The 1970s saw a raft of best-selling books popularizing the “new”
physics, which had already been around for a generation. Books like The Dancing Wu-Li Masters and the Tao of Physics (both of which I read and loved) related science to
Eastern spiritualism, generating huge sales numbers that were in direct
proportion to the wince-rate of the physicists who read them (the sleeper film What the Bleep Do We Know? continues
this tradition). Physicists like Steven Weinberg and Stephen Hawking wrote
back, attempting to bridge the gap between scientists and the public without stretching the science, and Neil Turok’s The Universe Within: From Quantum to Cosmos, a book based on Turok’s 2012 Massey Lecture series,
continues in this noble tradition. And as the Director of Waterloo’s Perimeter
Institute, a former chair of Mathematical Physics at Cambridge, and a colleague
of Stephen Hawking, Turok has the chops to accurately capture the world of
modern physics.
But here’s the thing. If you read fantasy literature, you’ll know
that the motif of the one “true” language—the language that includes the real
names for everything and allows one to know and control the relationships between all things—is
ubiquitous. In a sense this language does exist, but unlike the pidgin-Latin
of Harry Potter or the ancient language in Eragon, it requires more than just
knowing words, and it’s devilishly intimidating for the lay-person. The
language is mathematics, and without math, there’s no way to really grasp the
bizarre world of quantum physics. What Turok does, though, is open the door for
us a crack so that we understand enough to feel a sense of wonder about just
how strange the atomic and cosmic foundations of our everyday world are, and
how remarkable it is that there are minds subtle and large enough to grasp
them.
Turok, like Moses or George Mallory, climbs with you for awhile
and then pulls ahead into the misty heights above. Fortunately, like Moses (and
unlike Mallory), Turok comes down from the mountain with the tablets from on
high, etched in a language we can understand, even if we don’t get to see things
face-to-face. And along with his presentations of the perplexing constructions
of modern physics, he also gives us an often moving picture of the people who
struggled, sometimes against considerable adversity, to advance the field, from
historical figures like Maxwell and Faraday, to neglected scientists like Emmy
Noether (who worked without pay as a professor at Gottingen University because
she was a woman), to the adventurous African students who travel to attend the
African Institute for Mathematical Science that Turok co-founded in a derelict
hotel in South Africa with the goal of making “the next Einstein an African.”
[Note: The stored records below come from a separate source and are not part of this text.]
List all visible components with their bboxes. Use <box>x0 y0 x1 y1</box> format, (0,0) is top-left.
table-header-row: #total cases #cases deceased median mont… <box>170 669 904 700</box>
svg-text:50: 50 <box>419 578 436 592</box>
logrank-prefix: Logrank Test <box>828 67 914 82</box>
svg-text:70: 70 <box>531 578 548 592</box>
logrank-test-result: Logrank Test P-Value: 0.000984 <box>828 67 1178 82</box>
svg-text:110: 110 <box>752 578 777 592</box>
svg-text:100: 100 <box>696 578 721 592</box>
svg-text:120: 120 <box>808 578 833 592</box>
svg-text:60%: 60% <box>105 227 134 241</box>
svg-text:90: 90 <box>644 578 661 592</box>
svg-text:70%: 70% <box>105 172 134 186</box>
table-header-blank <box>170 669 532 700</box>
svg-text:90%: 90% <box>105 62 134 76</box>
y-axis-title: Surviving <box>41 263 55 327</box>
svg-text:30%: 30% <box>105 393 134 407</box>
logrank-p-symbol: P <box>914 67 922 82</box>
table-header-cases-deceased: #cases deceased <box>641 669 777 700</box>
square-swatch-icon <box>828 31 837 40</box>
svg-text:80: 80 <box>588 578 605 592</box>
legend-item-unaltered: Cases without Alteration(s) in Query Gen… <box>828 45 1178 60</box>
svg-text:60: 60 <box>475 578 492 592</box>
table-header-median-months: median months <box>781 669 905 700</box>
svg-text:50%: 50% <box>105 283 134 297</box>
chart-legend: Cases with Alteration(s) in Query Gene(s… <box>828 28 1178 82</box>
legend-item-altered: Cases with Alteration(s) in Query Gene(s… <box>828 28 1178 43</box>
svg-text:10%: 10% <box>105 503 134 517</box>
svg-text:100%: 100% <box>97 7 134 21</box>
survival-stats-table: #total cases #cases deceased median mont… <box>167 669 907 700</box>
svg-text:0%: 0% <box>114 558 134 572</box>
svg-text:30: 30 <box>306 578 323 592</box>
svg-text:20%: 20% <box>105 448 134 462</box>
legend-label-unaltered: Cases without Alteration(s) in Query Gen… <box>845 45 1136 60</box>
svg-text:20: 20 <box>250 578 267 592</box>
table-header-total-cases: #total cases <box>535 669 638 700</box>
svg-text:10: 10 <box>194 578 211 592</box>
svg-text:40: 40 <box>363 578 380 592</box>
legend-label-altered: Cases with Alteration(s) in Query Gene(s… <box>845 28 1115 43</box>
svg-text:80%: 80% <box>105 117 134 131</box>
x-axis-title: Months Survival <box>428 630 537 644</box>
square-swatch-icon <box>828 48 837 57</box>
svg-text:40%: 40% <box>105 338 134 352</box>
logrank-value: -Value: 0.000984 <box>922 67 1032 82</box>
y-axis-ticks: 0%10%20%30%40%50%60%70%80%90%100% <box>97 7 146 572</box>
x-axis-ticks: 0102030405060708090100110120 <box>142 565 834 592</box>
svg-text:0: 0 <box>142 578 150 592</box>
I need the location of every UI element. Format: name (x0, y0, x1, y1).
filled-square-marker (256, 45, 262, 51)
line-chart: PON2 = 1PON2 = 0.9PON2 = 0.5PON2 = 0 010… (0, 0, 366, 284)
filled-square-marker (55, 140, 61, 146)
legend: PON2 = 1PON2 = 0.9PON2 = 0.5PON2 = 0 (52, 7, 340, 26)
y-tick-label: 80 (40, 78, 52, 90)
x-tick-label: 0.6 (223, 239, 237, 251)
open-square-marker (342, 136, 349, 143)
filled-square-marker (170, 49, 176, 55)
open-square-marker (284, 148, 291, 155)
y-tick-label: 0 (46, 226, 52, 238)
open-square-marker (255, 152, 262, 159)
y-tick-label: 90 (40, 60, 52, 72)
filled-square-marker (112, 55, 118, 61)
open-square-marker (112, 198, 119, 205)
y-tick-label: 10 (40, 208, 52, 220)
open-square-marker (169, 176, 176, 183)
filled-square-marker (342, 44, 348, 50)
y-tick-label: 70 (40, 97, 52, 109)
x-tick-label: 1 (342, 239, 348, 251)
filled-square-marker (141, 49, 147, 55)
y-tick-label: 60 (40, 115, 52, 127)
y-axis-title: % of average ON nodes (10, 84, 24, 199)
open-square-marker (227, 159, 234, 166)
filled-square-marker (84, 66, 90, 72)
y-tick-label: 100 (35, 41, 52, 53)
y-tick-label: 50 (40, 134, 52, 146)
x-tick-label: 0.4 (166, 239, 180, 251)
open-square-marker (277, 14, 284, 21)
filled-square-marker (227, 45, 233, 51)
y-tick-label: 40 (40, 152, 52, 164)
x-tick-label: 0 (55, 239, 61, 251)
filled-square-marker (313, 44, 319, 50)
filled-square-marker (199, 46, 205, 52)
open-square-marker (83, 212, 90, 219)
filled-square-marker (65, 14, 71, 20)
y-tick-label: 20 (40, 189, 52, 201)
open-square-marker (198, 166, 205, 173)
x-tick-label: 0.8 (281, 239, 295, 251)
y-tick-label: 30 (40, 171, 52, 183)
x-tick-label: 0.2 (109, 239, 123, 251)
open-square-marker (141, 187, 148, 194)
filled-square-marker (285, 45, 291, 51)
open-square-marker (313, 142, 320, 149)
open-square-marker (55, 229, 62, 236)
We also get snippets of Turok’s own background as well, so the oddities of
relativistic and quantum physics are presented within a personal context. For
the lay reader, it’s this human element that grounds the more esoteric ideas in
the book and makes them less alienating. It certainly helps that Turok is an
infallibly cheerful and accommodating travelling companion.
The Universe Within offers a glimpse into the mysteries of the
cosmos that might just inspire you to follow up Turok’s recommended reading
list or pore through the hilarious and addictive minutephysics videos
produced by his student, Henry Reich (Got only one minute to learn what a Higgs
Boson is? No problem!). In five lectures, Neil Turok can only plant a seed, but
the more we know, the more we want to know, and so his book might just be the
beginning of a mind-expanding journey.